A team of three Virginia Tech faculty members -- Stefan Duma, Warren Hardy, and H. Clay Gabler -- was recently awarded $2.6 million from U.S. Army Research Acquisition Activity to study the biomechanics of head, neck, and chest injury prevention for soldiers.

Joel Stitzel at Wake Forest University also will be heavily involved in the project.

This award represents the first major grant of a new partnership between the Virginia Tech Transportation Institute (VTTI) and the Center for Injury Biomechanics that combines VTTI auto safety expertise with CIB injury biomechanics for military applications. This project will be conducted in a new facility, opening this summer, in the Corporate Research Center which can investigate full military vehicle crashes thereby designing better restraint systems for military vehicles.

“We are pleased to form this partnership with CIB. With VTTI’s existing expertise in crash avoidance research, CIB’s expertise in crash survivability is a natural fit. This partnership will give us great synergy to help reduce automotive injuries and fatalities,” said VTTI Director Tom Dingus.

The United States military is faced with a number of significant biomechanical questions for the nearly 3 million active duty and reserve personnel who fight in this nation’s conflicts. Head (brain, eye and facial fracture), neck and chest injuries are an ever present risk of military duty. Injuries to the head, neck and chest can be seriously debilitating or fatal and dramatically reduce the combat effectiveness of the American soldier.

Given improvements in helmet design and body armor and the resultant reductions in penetrating injuries including penetrating head trauma, blast-related closed head injuries have become the signature injury of most military operations. For the past five years, Virginia Tech has utilized the Head Impact Telemetry (HIT) System (Simbex, Lebanon, NH), a wireless system that provides real time data from impacts (to football players) to a signal receiver and laptop computer system located on the sidelines.

Conditions of impact as well as the design criteria to quantify the effect of head supported mass (HSM) on neck injury risk through computational modeling will be evaluated.

Design changes to the High Mobility Multipurpose Wheeled Vehicle (HMMWV), such as additional ballistic armor, have lead to a severe increase in rollover accidents.
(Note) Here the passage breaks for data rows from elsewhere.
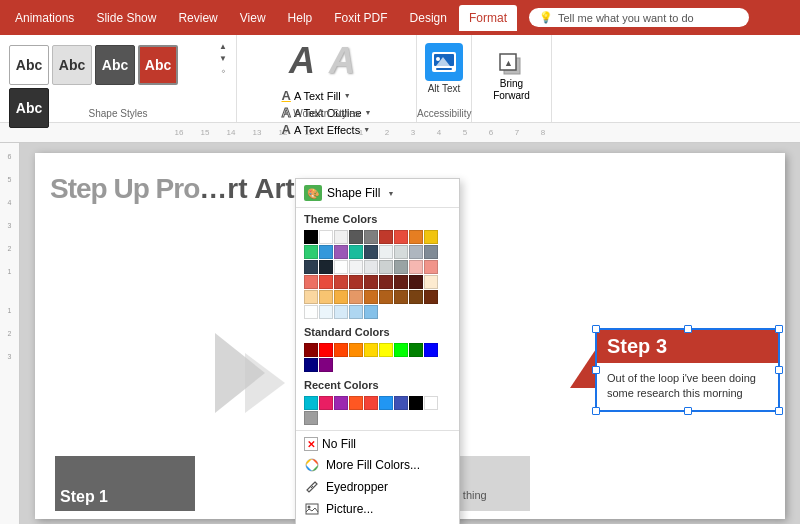 This screenshot has height=524, width=800. I want to click on scroll-down-arrow: ▼, so click(223, 58). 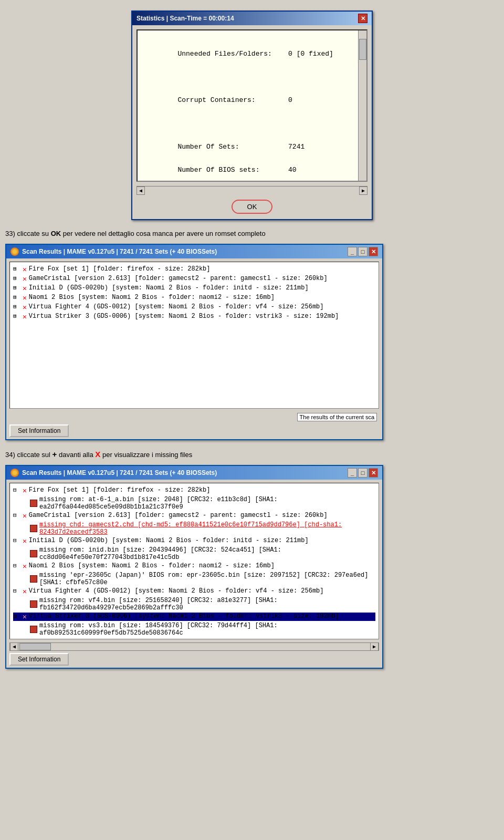 I want to click on scan-minimize-button-1: _, so click(x=352, y=252). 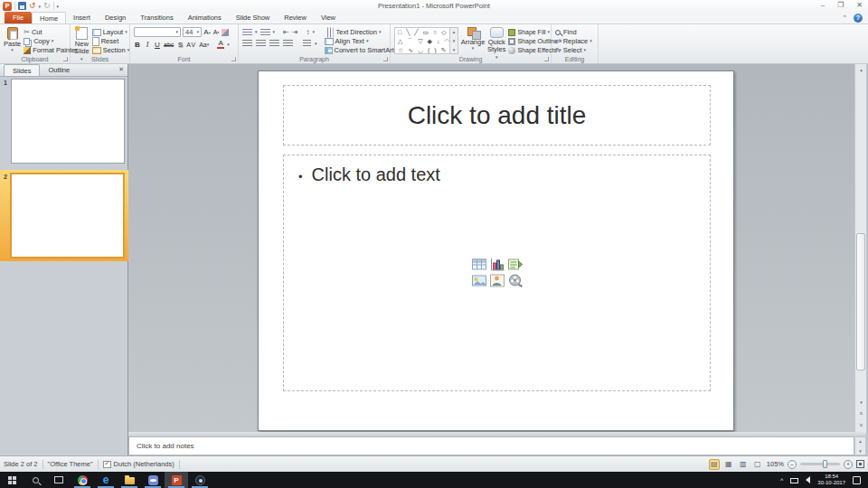 What do you see at coordinates (758, 465) in the screenshot?
I see `slideshow-view-button: ▢` at bounding box center [758, 465].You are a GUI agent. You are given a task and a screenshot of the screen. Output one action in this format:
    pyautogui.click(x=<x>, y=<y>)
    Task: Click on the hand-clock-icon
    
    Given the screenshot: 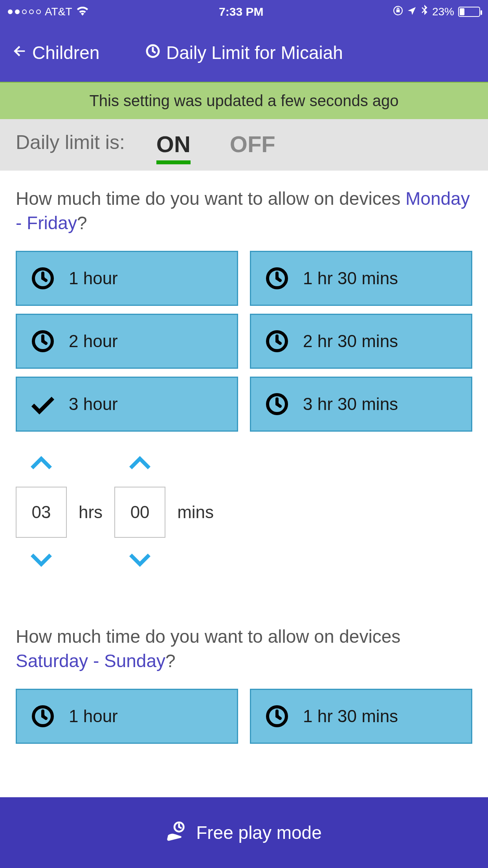 What is the action you would take?
    pyautogui.click(x=177, y=833)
Specifically, rollover accidents account for 42 percent of HMMWV accidents and over 70 percent of all fatalities suffered in HMMWV vehicles in Iraq. Troops suffer from inadequate restraint systems, often failing to use restraint at all because of the incompatibility of these restraint systems and the ability of the troop to perform their mission. In addition, fatalities and injuries from helicopter crashes result in the loss of highly trained pilots that could be saved with advanced restraints. The U.S. military inventory includes more than 30,000 armored military ground transport vehicles and more than 15,000 aircraft. Effective restraint systems must be developed to allow the troops to maintain their operational effectiveness while protecting the troop in the event of an impact.

During the next two years, Phase I of this project will analyze head injury biomechanics to aid in head protection design. Phase II will focus on improving neck protection through analysis of current models and human head supported mass testing to develop head supported mass criteria. Chest protection is the goal of Phase III, which will utilize thorax injury models to evaluate advanced restraints.

Duma, director of CIB and professor in the mechanical engineering department at Virginia Tech, received his Ph.D. in mechanical engineering from the University of Virginia in 2000; his M.S. in industrial engineering from the University of Cincinnati in 1996; and his B.S. in mechanical engineering from the University of Tennessee in 1995. He has been the director of CIB since 2000.